◆ Work item:
Please print each entry below exactly as it reads.

(Pixel coordinate grounding data)
--- START ---
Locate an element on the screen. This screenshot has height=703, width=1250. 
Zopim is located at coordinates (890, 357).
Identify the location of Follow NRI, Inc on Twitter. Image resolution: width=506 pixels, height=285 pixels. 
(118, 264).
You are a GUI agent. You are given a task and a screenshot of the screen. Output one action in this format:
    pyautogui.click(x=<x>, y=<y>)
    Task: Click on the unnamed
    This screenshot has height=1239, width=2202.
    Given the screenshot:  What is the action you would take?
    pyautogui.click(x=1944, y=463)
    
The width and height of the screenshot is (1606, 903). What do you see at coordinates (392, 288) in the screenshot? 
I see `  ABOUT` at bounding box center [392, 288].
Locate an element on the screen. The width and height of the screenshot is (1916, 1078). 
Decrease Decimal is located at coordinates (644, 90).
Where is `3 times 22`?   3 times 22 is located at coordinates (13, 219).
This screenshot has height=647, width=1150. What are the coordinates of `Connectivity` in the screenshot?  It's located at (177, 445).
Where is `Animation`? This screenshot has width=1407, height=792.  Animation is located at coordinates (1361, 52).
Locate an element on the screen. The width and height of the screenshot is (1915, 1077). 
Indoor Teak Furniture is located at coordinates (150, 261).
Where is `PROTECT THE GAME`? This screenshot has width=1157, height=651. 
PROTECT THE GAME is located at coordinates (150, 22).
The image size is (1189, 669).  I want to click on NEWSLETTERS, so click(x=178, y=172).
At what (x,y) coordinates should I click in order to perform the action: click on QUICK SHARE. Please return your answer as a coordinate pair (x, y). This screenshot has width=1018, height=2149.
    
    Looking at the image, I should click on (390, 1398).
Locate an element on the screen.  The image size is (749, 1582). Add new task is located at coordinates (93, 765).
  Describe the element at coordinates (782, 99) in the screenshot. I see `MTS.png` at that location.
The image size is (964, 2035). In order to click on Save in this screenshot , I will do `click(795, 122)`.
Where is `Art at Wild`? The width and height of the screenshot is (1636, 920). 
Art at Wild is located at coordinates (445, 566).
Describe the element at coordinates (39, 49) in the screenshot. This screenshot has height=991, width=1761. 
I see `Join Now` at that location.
--- END ---
◆ Result of this exercise:
Locate an element on the screen. This screenshot has height=703, width=1250. 
Zopim is located at coordinates (890, 357).
Identify the location of Follow NRI, Inc on Twitter. Image resolution: width=506 pixels, height=285 pixels. 
(118, 264).
You are a GUI agent. You are given a task and a screenshot of the screen. Output one action in this format:
    pyautogui.click(x=<x>, y=<y>)
    Task: Click on the unnamed
    This screenshot has height=1239, width=2202.
    Given the screenshot:  What is the action you would take?
    pyautogui.click(x=1944, y=463)
    
The width and height of the screenshot is (1606, 903). What do you see at coordinates (392, 288) in the screenshot? 
I see `  ABOUT` at bounding box center [392, 288].
Locate an element on the screen. The width and height of the screenshot is (1916, 1078). 
Decrease Decimal is located at coordinates (644, 90).
Where is `3 times 22`?   3 times 22 is located at coordinates (13, 219).
This screenshot has height=647, width=1150. What are the coordinates of `Connectivity` in the screenshot?  It's located at (177, 445).
Where is `Animation`? This screenshot has width=1407, height=792.  Animation is located at coordinates (1361, 52).
Locate an element on the screen. The width and height of the screenshot is (1915, 1077). 
Indoor Teak Furniture is located at coordinates (150, 261).
Where is `PROTECT THE GAME`? This screenshot has width=1157, height=651. 
PROTECT THE GAME is located at coordinates (150, 22).
The image size is (1189, 669).  I want to click on NEWSLETTERS, so click(x=178, y=172).
At what (x,y) coordinates should I click in order to perform the action: click on QUICK SHARE. Please return your answer as a coordinate pair (x, y). This screenshot has width=1018, height=2149.
    
    Looking at the image, I should click on (390, 1398).
Locate an element on the screen.  The image size is (749, 1582). Add new task is located at coordinates (93, 765).
  Describe the element at coordinates (782, 99) in the screenshot. I see `MTS.png` at that location.
The image size is (964, 2035). In order to click on Save in this screenshot , I will do `click(795, 122)`.
Where is `Art at Wild`? The width and height of the screenshot is (1636, 920). 
Art at Wild is located at coordinates (445, 566).
Describe the element at coordinates (39, 49) in the screenshot. This screenshot has height=991, width=1761. 
I see `Join Now` at that location.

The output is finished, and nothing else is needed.